Brussels (EFE) put a stop to the new global minimum rate of 15% for large companies.
Ferrovial’s decision to move its headquarters from Spain to the Netherlands has highlighted the difference in tax treatment that multinationals receive from one country to another, something that, although it does not appear among the reasons given by the construction company Spanish to move, is an essential factor for companies when choosing where to establish their business.
Up to 20 points difference
The Twenty-seven are free to set their tax policy and, although the nominal rate of corporate tax is 21.4% on average in the EU, the effective rates paid by companies range from 9% in Bulgaria to 29%. of Spain passing through 14.1% of Ireland and 21.5% of the Netherlands, according to data from the European Commission for 2021.
In the case of multinationals, the effective rate is even below 5% in countries such as Luxembourg, the Netherlands and Cyprus, according to a study by the Justice Tax Network organization.
Schemes such as tax incentives for the assignment of patents, tax exemptions for intellectual property or superdeductions for R&D contribute to reducing the tax bill, practices considered very harmful by organizations such as Oxfam, which has denounced that these allow, for example, that pharmaceutical companies pay only between 5 and 6% of tax in Belgium.
Also the “tax rulings”, custom tax agreements that allowed giants like Amazon and Fiat in Luxembourg or Starbucks in the Netherlands to pay taxes for a small fraction of their profits, as the investigations of the European Commission showed.
Multinationals take advantage of the loopholes
If some countries have used their tax systems to attract companies, the large multinationals have also known how to take advantage of the gaps in the mosaic of national legislations to exploit the tax advantages of the different jurisdictions, transferring benefits from one to another with complex structures.

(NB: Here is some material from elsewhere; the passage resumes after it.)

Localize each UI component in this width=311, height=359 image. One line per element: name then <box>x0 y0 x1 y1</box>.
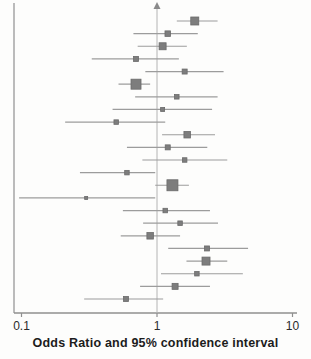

The result is that some States of the European Union end up losing part of the collection that would correspond to them for the benefits generated in their territory to the detriment of countries that are more fiscally attractive thanks to legal practices, but questionable in a single market.
Luxembourg and the Netherlands are the ones that subtract the most income from the rest of the community partners, who lost 12,000 million euros and 10,000 million a year, respectively, only due to the transfer of profits from US multinationals to these two countries, according to calculations by Justice Tax Network, which includes them among the ten main tax havens in the world.
The most affected are France, Germany, Italy and Spain, which collected between 2,000 and 7,000 million less annually.
“For years the Netherlands has caused a race to the bottom within the EU,” said the organization’s executive director, Alex Cobham, criticizing the “serious cost” of this “tax competition.”
Spain, specifically, lost 2,711 million dollars, 11% of the collection by companies, in favor of “tax havens in the EU”, especially the Netherlands (1,089 million), Luxembourg (811 million), and Ireland (604 million), according to a 2021 study by the Universities of Berkeley, California, and Copenhagen.
The European Commission asks to stop these practices
The European Commission maintains that there are no tax havens in the EU, but in 2018 it recognized that seven members – the Netherlands, Luxembourg, Ireland, Belgium, Cyprus, Malta and Hungary – carried out “aggressive tax planning” and since then it has asked them repeatedly tackling these practices, most recently when negotiating their post-COVID recovery plans.
Pressured by the financial crisis and scandals such as LuxLeaks or the Panama Papers, Brussels tried in the past decade to approve a common base for corporate tax in the EU that would guarantee payment where the profits are generated, but the legislation never came out. forward since a single country can veto any tax proposal, which blocks any attempt at harmonization.
The Commission then decided to focus on initiatives to combat tax evasion, with several anti-laundering directives, and on strengthening transparency and cooperation between countries, with measures such as country reports on the taxes paid by large companies.
However, the biggest step forward to end the tax gap for multinationals could come from the agreement sealed by more than 140 countries in the OECD to set a minimum effective rate of 15% globally for companies with a turnover of more than 750 million euros per year.
The pact, promoted by France, Spain and Germany, seeks to end incentives to transfer profits to tax havens and was signed by all EU partners, including Ireland, Hungary and Estonia, which had initially shown reluctance.
The measure will be applied in the Twenty-seven with a directive that, after months of negotiations to convince the countries most jealous of their tax autonomy and circumvent the last-minute vetoes of Hungary and Poland, was approved in December and will enter into force in 2025.
This would make it possible to raise 50,000 million more in the EU, 700 million in Spain, according to the EU Tax Observatory.